When we built our margarita bar in Playa del Carmen, we gave the girls a well-deserved place of honor, hanging above the bottles of tequila and rum. From their center stage vantage point, the three tropical princesses oversaw the nightly events that accompany playtime in paradise.

The Luna Blue Bar in Playa del Carmen, Mexico, circa 2009

Romance, secrets, music, a bit of danger, and lots of laughter drifted over the poster for a decade…along with smoke from Cuban cigars, the heat of tropical humidity, and the ravages of the occasional hurricane.

Oh, the stories those girls could tell if only they could speak. And what conversations they inspired!

In addition to parrots and leopards and exotic fruits, the girls’ body paint seemed to include a secret message. The bare back of each of the models sported a painted letter, together spelling out “LTU.”

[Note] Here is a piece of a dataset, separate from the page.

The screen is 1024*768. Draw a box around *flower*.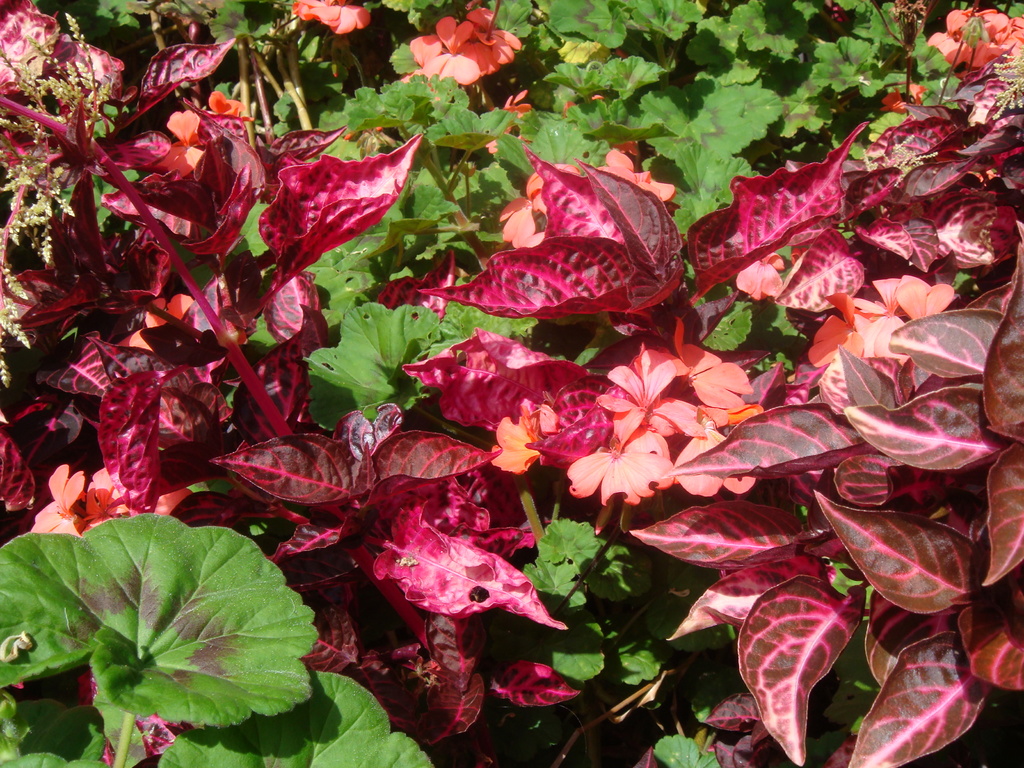
x1=490, y1=397, x2=556, y2=483.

Many an evening was spent over margaritas in my bar listening to people wonder what those letters stood for. I heard such ideas as “Love To U,” “Louisiana Tech University,” and even “Lose The Undergarments.”  People were more and more creative with their guesses as the drinks flowed.

Now, I knew that LTU was an acronym for the German airline that had commissioned the poster as a sexy advertisement, but I kept that to myself. Who was I to ruin everyone’s fun?

Back to California

The amazing view from my writing desk

When Cheri and I sold our hotel and bar in 2015, I couldn’t bear to leave my three girlfriends behind. So, I took the poster off the bar’s wall, and the ladies came home to California.

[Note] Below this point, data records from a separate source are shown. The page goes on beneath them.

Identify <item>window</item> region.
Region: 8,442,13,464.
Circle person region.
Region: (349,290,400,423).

Back in the States, I discovered the girls from Ipanema, like all of us, had not been immune to the passage of time. The vibrant colors had begun to fade. The wooden frame had rotted in spots, allowing water to stain and fray the edges of the poster. Mold had formed in areas, and some sections of the print had stuck to the glass, causing parts of the photo to pull away.

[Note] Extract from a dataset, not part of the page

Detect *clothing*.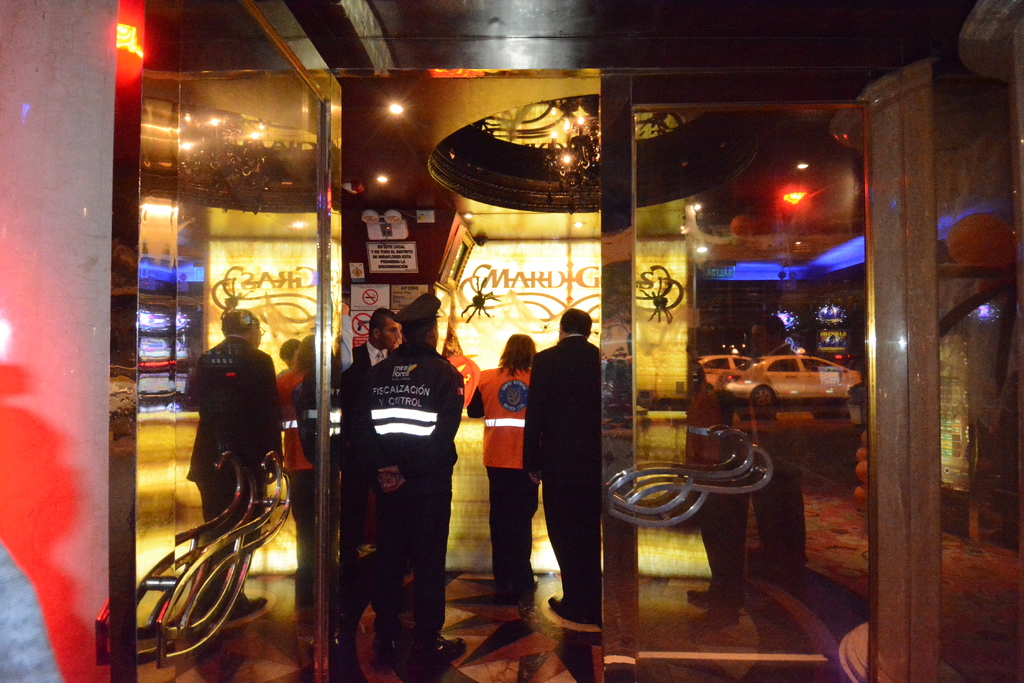
Detected at (left=348, top=337, right=394, bottom=370).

Luckily, the photo I had come to love for so long was still salvageable. A little trimming of the edges, the use of support backing, and a new frame gave the poster a second chance.

I hung it in the reading corner of my writing room. It was here the girls lent their inspiration, as I wrote Driftwood: Stories from the Margarita Road, my novel about life on a tropical beach.

My three muses still hang in my office today, forever playing on the edge of a blue sea and still doing what they always did best: filling my heart and mind with dreams of the Margarita Road.

2 comments

  1. Gwyneth Thomas says:

    I happened upon this post via Facebook, via your name on Jorge’s newsfeed. Life is locked down just now and dreams of roads once traveled swirl in my head: memories of sitting on swings in the early evening at Luna Blue are still fresh… The Lovelies, as I called them, flanked the wall, with a garland of bikini’s tacked to the rafters, with denizens and momentary “residents” who parked their brains for that week sat on the bar… just a reminder of how vibrant and fresh we feel when we are doused in the sun, lubricated with tequila, blessed by the incense of smoke from Cuban tobacco. Luna Blue was our Home, where we hovered together, raged against the cold of March weather, and from there, we ventured into the neighborhoods, and way, way down 5th. Each year, the trip down the street grew shorter with pickup trucks and construction materials lined up along the side. The jungle was being eaten by the teeth of commerce, and the charm was threatening to be swallowed by yet another Big Concern. I haven’t been back for some time, fearful of losing those corners, which remain in my amber-hazed nostalgia of an American who is concerned with experiencing a slice of Real Mexico. New businesses provide economic opportunity for many who may need the income, but at what expense? The exchange of shopping at The Gap, or Wal-Mart versus shopping “local” (a luxury these days) for a steady paycheck means eroding your country and culture for the mighty dollar/peso/euro. Thank you for keeping it real. And for so long.

    • ANTHONY HEAD says:

      Thanks Gwyn for your sweet and eloquent reply. Playa has changed since those days…whether for better or worse i will leave for others to judge…but we did have the privilege and pleasure of being there at a special moment in time and space. We were blessed.